Windows 10 Anniversary Update Rollout May Not Be Done Until Early November (zdnet.com)
Microsoft released Windows 10 Anniversary Update last month. But the trickling of the company's latest major update users could take as much as three months, the company has said. Many users have been complaining about not seeing an update pop-up on their system. When ZDNet's reporter Mary Jo Foley asked Microsoft about this, the company confirmed that it hadn't seeded the update to all Windows 10 users. From the report: Microsoft began rolling out the latest version of Windows 10, the Anniversary Update, on August 2. At that time, Microsoft officials said the rollout would be staggered, but didn't get too explicit as to how -- or how long it might take the company to push Windows 10 Anniversary to consumers and business users who are on the so-called Current Branch of Windows 10. It's worth repeating that those who really want the Anniversary Update immediately have options to proactively go get it. I received a Microsoft blast email just over a week ago that included a footnote that mentioned it might take up to three months for Microsoft to push the Anniversary Update to those set up to get it. That means those currently waiting may still have another month and a half to wait.
Maybe Microsoft wants to roll it out slowly because it did not do enough QA on the release to assure it would be a smooth release cycle. So the early ones to get it are likely the real-world testers.
It was rolled out to newer systems with UEFI and Secureboot first. My new laptop got it day one.
If you use the media creation tool it will create a windows 10 ISO/DVD/USB drive with the anniversary update (Version 1607) already installed.
The big releases are pretty much a reinstall anyway - The entire OS get swapped out during the update. One of the reasons they are going these "big" releases is so you don't end up with the problem of previous windows versions - IE the latest official media (Win7 sp1, win 8 RTM, or win 8.1 RTM) All have 150+ updates or more after a clean install.In win7's case you end up downloading 2x more data than the original size of the win7 media itself.
Another problem with all those updates is you run in to platform constancy issues. After hundreds of updates something can go wrong, and you end up with situations like windows update being broken out of the box. Big releases are a periodic refresh that gets everything back to a reference point. Do that at least once a year and updates are easier to deal with.
I run Linux on my personal laptop. Always have. My gaming rig runs Windows 10 and is perfectly fine; It runs like a top.
Operating systems are just tools, use whatever makes the most sense for the job.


Go through the entries below. Copy out every line that contains "Rights".

☆ ☆ ☆

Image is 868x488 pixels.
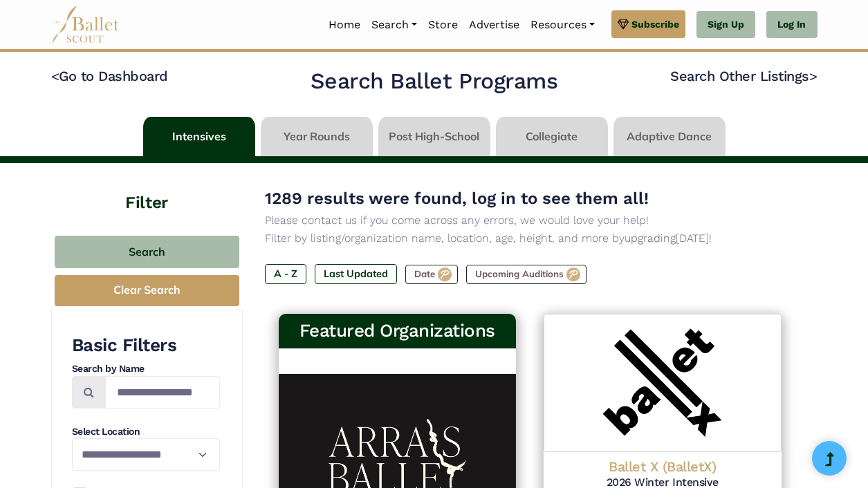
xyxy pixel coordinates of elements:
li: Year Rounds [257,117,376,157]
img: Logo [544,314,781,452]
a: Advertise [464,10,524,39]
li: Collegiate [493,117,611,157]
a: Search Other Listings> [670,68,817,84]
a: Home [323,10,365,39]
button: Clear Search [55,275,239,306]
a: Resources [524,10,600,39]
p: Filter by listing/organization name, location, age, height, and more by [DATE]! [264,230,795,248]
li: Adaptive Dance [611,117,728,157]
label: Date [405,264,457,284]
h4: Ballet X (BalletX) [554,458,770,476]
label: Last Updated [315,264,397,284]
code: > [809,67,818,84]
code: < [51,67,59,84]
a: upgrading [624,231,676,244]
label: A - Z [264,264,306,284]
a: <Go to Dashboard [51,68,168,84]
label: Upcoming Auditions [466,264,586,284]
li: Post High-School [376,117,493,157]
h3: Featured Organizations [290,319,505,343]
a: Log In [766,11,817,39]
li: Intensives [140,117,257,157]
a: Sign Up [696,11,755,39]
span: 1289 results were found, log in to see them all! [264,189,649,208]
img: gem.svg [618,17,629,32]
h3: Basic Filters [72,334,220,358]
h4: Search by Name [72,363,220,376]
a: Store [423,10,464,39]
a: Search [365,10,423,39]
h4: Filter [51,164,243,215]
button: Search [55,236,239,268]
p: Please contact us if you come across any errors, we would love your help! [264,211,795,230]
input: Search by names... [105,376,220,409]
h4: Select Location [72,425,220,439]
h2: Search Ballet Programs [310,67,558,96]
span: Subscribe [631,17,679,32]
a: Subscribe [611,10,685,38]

☆ ☆ ☆

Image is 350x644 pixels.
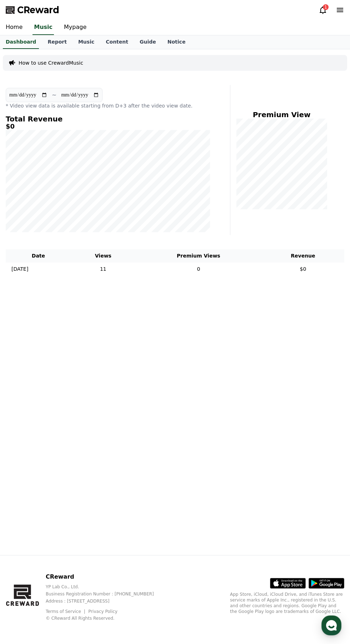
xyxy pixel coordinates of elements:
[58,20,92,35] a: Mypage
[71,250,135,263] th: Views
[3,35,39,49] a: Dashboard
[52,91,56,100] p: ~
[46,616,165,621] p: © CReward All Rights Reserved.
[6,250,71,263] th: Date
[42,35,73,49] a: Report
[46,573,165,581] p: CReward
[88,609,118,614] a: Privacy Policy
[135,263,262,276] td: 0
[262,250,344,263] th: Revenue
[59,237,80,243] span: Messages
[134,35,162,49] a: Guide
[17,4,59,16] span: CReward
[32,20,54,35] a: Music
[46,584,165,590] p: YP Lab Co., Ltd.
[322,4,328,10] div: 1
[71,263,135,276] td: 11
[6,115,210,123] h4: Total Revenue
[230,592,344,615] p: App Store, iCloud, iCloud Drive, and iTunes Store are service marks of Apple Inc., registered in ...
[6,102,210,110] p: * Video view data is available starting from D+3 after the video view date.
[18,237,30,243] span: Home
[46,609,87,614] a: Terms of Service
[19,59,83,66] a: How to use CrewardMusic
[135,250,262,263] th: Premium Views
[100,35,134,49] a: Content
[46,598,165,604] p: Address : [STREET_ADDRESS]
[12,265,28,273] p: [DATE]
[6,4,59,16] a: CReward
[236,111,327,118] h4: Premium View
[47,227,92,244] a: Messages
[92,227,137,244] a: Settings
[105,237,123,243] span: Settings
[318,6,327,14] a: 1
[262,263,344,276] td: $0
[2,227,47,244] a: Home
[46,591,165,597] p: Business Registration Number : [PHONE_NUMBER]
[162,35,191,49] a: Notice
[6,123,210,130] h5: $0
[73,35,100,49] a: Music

☆ ☆ ☆

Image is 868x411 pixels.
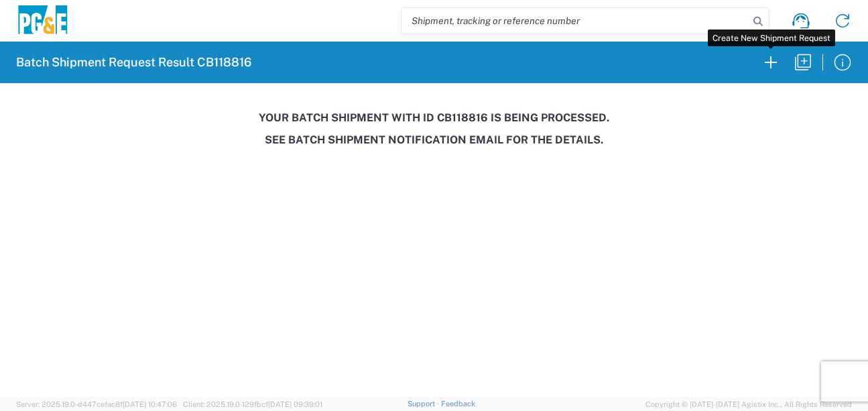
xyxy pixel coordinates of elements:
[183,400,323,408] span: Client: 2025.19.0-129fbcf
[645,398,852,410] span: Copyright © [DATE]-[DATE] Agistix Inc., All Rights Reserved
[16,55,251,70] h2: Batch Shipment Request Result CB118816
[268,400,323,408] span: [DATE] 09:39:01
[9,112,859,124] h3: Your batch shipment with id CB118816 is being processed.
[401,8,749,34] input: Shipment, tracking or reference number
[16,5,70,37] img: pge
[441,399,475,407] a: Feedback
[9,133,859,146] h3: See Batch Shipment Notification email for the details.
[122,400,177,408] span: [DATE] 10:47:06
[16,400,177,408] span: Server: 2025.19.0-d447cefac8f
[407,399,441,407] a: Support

☆ ☆ ☆

_WRITTEN SOLUTION_
[46,616,165,621] p: © CReward All Rights Reserved.
[645,398,852,410] span: Copyright © [DATE]-[DATE] Agistix Inc., All Rights Reserved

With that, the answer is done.